As part of the new law, leaders of the Senate Select Committee on Ethics — Barbara Boxer (D-Calif.) and Johnny Isakson (R-Ga.) — won their three-year fight to require lawmakers to reveal their personal mortgage information. Under the new disclosure rules, lawmakers must reveal existing mortgages for personal residences.

Area lawmakers’ mortgages

Locally, the mortgage taken out by Del. Eleanor Holmes Norton (D) on her District home is for between $100,000 and $250,000. Rep. Frank R. Wolf (R-Va.) reported a mortgage in the same range on his Fairfax County home and another on a condo in Lee County, Fla.

Rep.
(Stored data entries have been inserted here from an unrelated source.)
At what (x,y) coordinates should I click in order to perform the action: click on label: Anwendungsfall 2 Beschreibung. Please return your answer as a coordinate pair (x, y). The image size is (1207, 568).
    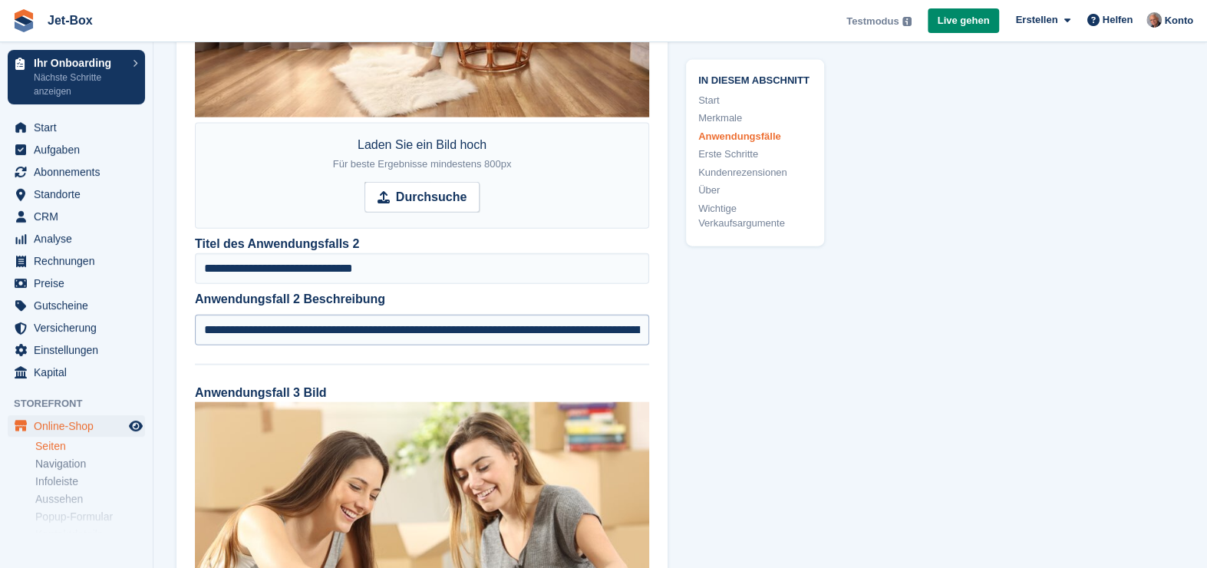
    Looking at the image, I should click on (422, 299).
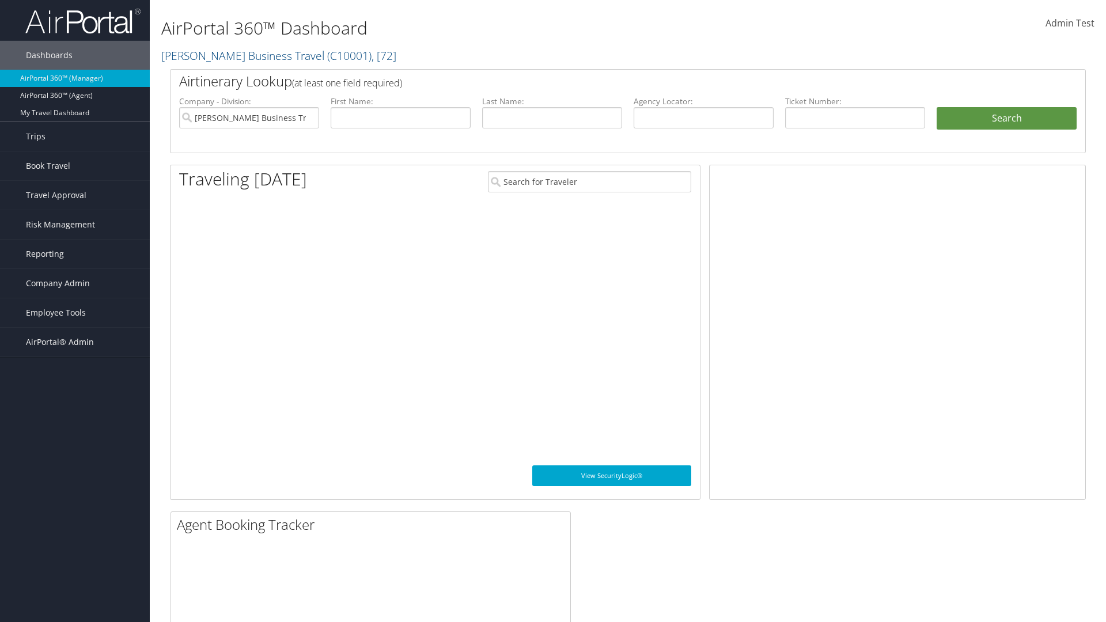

Gerald E. Connolly (D-Va.) also has two mortgages – one for $250,000 to $500,000 on his home in Virginia and one for $15,000 to $50,000 on a rental property on Cape Cod that he has owned for 30 years.

House Minority Whip Steny H. Hoyer (D-Md.), who initially omitted his mortgage and then filed an amended report, said he owed between $100,000 and $250,000 on his Mechanicsville home. Rep. Donna F. Edwards (D-Md.) reported two mortgages – one for $100,000 to $250,000 in Fort Washington and one for $500,000 to $1 million in Oxon Hill – as well as a home-equity line of credit between $15,000 and $50,000.

Rep. Roscoe G. Bartlett (R-Md.), who owns multiple rental properties and a farm, reported assets worth between $2.3 million and $9.1 million, including at least $250,000 in precious metals. Rep. Chris Van Hollen (D-Md.) said he had three mortgage loans of between $250,000 and $500,000 apiece on his residence in Kensington.

For Rep. James P. Moran Jr. (D-Va.), the disclosures show the continued toll taken on his finances by his divorce last year from his third wife, LuAnn Bennett.

As recently as 2009, according to the Center for Responsive Politics’ tally, Moran had assets worth between $1.9 million and $7.2 million, and liabilities of between $850,000 and $1.75 million. But his new forms show that he had almost no reportable assets left at the end of 2011.